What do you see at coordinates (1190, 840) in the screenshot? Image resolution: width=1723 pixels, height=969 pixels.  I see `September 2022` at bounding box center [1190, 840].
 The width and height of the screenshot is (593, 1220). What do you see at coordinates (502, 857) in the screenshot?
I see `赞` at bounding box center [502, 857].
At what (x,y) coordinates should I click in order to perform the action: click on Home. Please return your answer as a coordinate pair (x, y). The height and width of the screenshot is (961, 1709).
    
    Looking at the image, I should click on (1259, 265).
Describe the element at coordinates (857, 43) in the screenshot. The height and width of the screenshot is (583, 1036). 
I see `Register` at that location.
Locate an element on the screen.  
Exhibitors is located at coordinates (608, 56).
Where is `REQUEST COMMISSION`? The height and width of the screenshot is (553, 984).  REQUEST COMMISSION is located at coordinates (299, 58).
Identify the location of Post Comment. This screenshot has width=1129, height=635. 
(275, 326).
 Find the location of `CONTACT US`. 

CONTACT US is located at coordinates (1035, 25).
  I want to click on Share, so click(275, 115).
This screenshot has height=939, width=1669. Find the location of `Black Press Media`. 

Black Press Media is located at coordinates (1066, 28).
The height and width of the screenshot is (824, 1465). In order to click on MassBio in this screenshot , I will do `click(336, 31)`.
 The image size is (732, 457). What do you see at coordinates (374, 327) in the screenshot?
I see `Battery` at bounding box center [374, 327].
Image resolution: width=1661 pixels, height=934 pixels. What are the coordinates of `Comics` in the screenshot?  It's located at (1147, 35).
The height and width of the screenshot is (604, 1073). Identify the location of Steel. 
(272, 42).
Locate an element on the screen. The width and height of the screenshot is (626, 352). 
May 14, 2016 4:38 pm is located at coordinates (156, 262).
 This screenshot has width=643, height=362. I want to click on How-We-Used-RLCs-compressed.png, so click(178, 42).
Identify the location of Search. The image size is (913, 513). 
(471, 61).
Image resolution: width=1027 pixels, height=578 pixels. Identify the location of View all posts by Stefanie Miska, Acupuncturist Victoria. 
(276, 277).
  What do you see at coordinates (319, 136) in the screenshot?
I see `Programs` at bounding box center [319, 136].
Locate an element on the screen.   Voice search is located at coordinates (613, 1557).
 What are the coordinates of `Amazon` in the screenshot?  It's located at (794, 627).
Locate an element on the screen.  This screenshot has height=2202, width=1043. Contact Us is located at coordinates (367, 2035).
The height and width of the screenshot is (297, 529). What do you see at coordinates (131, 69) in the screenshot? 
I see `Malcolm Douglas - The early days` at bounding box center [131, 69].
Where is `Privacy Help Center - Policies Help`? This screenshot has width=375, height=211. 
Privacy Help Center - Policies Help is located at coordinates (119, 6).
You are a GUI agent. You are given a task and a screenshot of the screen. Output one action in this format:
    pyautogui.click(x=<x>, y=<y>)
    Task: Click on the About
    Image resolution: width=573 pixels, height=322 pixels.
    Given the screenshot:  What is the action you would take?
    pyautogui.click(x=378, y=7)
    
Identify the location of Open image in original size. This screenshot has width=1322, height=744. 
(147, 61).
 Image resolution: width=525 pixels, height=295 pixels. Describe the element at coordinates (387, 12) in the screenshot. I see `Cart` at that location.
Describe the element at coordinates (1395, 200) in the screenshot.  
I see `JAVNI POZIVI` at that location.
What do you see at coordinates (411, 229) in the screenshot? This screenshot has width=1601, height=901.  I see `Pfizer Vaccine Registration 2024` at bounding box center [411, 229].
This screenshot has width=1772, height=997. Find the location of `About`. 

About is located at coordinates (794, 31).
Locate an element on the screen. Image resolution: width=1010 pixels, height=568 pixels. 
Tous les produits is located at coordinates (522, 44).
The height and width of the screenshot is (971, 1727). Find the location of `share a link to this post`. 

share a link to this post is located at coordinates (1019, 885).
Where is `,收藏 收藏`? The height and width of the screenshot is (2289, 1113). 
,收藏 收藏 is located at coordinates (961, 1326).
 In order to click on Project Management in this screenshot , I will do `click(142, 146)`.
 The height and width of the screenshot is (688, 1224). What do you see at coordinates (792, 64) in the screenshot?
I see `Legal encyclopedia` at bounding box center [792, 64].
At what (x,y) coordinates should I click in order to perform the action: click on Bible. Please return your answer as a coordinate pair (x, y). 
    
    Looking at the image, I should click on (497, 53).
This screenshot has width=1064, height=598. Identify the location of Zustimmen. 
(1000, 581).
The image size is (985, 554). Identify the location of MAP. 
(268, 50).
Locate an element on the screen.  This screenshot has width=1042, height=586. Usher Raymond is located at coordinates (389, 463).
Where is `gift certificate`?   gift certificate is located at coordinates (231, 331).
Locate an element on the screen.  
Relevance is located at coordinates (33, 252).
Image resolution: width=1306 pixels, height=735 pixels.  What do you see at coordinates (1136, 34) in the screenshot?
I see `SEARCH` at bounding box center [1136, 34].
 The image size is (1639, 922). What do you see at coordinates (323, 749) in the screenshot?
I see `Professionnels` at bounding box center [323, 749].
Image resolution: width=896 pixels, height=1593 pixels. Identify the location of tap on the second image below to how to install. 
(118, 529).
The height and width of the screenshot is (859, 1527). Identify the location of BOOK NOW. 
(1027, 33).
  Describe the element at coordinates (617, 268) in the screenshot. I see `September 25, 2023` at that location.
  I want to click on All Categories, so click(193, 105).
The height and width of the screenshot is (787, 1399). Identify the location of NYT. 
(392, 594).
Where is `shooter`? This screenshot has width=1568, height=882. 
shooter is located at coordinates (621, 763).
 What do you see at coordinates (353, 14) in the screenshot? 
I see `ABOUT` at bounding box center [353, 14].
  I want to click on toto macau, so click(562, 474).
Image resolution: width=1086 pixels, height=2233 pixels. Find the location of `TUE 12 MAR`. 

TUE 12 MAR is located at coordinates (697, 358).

- **How to complete this task**: Every entry above should be written out again, precisely.

- **Solution**:
What do you see at coordinates (1190, 840) in the screenshot? Image resolution: width=1723 pixels, height=969 pixels.  I see `September 2022` at bounding box center [1190, 840].
 The width and height of the screenshot is (593, 1220). What do you see at coordinates (502, 857) in the screenshot?
I see `赞` at bounding box center [502, 857].
At what (x,y) coordinates should I click in order to perform the action: click on Home. Please return your answer as a coordinate pair (x, y). The height and width of the screenshot is (961, 1709).
    
    Looking at the image, I should click on (1259, 265).
Describe the element at coordinates (857, 43) in the screenshot. The height and width of the screenshot is (583, 1036). 
I see `Register` at that location.
Locate an element on the screen.  
Exhibitors is located at coordinates (608, 56).
Where is `REQUEST COMMISSION`? The height and width of the screenshot is (553, 984).  REQUEST COMMISSION is located at coordinates (299, 58).
Identify the location of Post Comment. This screenshot has width=1129, height=635. 
(275, 326).
 Find the location of `CONTACT US`. 

CONTACT US is located at coordinates (1035, 25).
  I want to click on Share, so click(275, 115).
This screenshot has height=939, width=1669. Find the location of `Black Press Media`. 

Black Press Media is located at coordinates (1066, 28).
The height and width of the screenshot is (824, 1465). In order to click on MassBio in this screenshot , I will do `click(336, 31)`.
 The image size is (732, 457). What do you see at coordinates (374, 327) in the screenshot?
I see `Battery` at bounding box center [374, 327].
Image resolution: width=1661 pixels, height=934 pixels. What are the coordinates of `Comics` in the screenshot?  It's located at (1147, 35).
The height and width of the screenshot is (604, 1073). Identify the location of Steel. 
(272, 42).
Locate an element on the screen. The width and height of the screenshot is (626, 352). 
May 14, 2016 4:38 pm is located at coordinates (156, 262).
 This screenshot has width=643, height=362. I want to click on How-We-Used-RLCs-compressed.png, so click(178, 42).
Identify the location of Search. The image size is (913, 513). 
(471, 61).
Image resolution: width=1027 pixels, height=578 pixels. Identify the location of View all posts by Stefanie Miska, Acupuncturist Victoria. 
(276, 277).
  What do you see at coordinates (319, 136) in the screenshot?
I see `Programs` at bounding box center [319, 136].
Locate an element on the screen.   Voice search is located at coordinates (613, 1557).
 What are the coordinates of `Amazon` in the screenshot?  It's located at (794, 627).
Locate an element on the screen.  This screenshot has height=2202, width=1043. Contact Us is located at coordinates (367, 2035).
The height and width of the screenshot is (297, 529). What do you see at coordinates (131, 69) in the screenshot? 
I see `Malcolm Douglas - The early days` at bounding box center [131, 69].
Where is `Privacy Help Center - Policies Help`? This screenshot has width=375, height=211. 
Privacy Help Center - Policies Help is located at coordinates (119, 6).
You are a GUI agent. You are given a task and a screenshot of the screen. Output one action in this format:
    pyautogui.click(x=<x>, y=<y>)
    Task: Click on the About
    Image resolution: width=573 pixels, height=322 pixels.
    Given the screenshot:  What is the action you would take?
    pyautogui.click(x=378, y=7)
    
Identify the location of Open image in original size. This screenshot has width=1322, height=744. 
(147, 61).
 Image resolution: width=525 pixels, height=295 pixels. Describe the element at coordinates (387, 12) in the screenshot. I see `Cart` at that location.
Describe the element at coordinates (1395, 200) in the screenshot.  
I see `JAVNI POZIVI` at that location.
What do you see at coordinates (411, 229) in the screenshot? This screenshot has width=1601, height=901.  I see `Pfizer Vaccine Registration 2024` at bounding box center [411, 229].
This screenshot has width=1772, height=997. Find the location of `About`. 

About is located at coordinates (794, 31).
Locate an element on the screen. Image resolution: width=1010 pixels, height=568 pixels. 
Tous les produits is located at coordinates (522, 44).
The height and width of the screenshot is (971, 1727). Find the location of `share a link to this post`. 

share a link to this post is located at coordinates (1019, 885).
Where is `,收藏 收藏`? The height and width of the screenshot is (2289, 1113). 
,收藏 收藏 is located at coordinates (961, 1326).
 In order to click on Project Management in this screenshot , I will do `click(142, 146)`.
 The height and width of the screenshot is (688, 1224). What do you see at coordinates (792, 64) in the screenshot?
I see `Legal encyclopedia` at bounding box center [792, 64].
At what (x,y) coordinates should I click in order to perform the action: click on Bible. Please return your answer as a coordinate pair (x, y). 
    
    Looking at the image, I should click on (497, 53).
This screenshot has width=1064, height=598. Identify the location of Zustimmen. 
(1000, 581).
The image size is (985, 554). Identify the location of MAP. 
(268, 50).
Locate an element on the screen.  This screenshot has width=1042, height=586. Usher Raymond is located at coordinates (389, 463).
Where is `gift certificate`?   gift certificate is located at coordinates (231, 331).
Locate an element on the screen.  
Relevance is located at coordinates (33, 252).
Image resolution: width=1306 pixels, height=735 pixels.  What do you see at coordinates (1136, 34) in the screenshot?
I see `SEARCH` at bounding box center [1136, 34].
 The image size is (1639, 922). What do you see at coordinates (323, 749) in the screenshot?
I see `Professionnels` at bounding box center [323, 749].
Image resolution: width=896 pixels, height=1593 pixels. Identify the location of tap on the second image below to how to install. 
(118, 529).
The height and width of the screenshot is (859, 1527). Identify the location of BOOK NOW. 
(1027, 33).
  Describe the element at coordinates (617, 268) in the screenshot. I see `September 25, 2023` at that location.
  I want to click on All Categories, so click(193, 105).
The height and width of the screenshot is (787, 1399). Identify the location of NYT. 
(392, 594).
Where is `shooter`? This screenshot has width=1568, height=882. 
shooter is located at coordinates (621, 763).
 What do you see at coordinates (353, 14) in the screenshot? 
I see `ABOUT` at bounding box center [353, 14].
  I want to click on toto macau, so click(562, 474).
Image resolution: width=1086 pixels, height=2233 pixels. Find the location of `TUE 12 MAR`. 

TUE 12 MAR is located at coordinates (697, 358).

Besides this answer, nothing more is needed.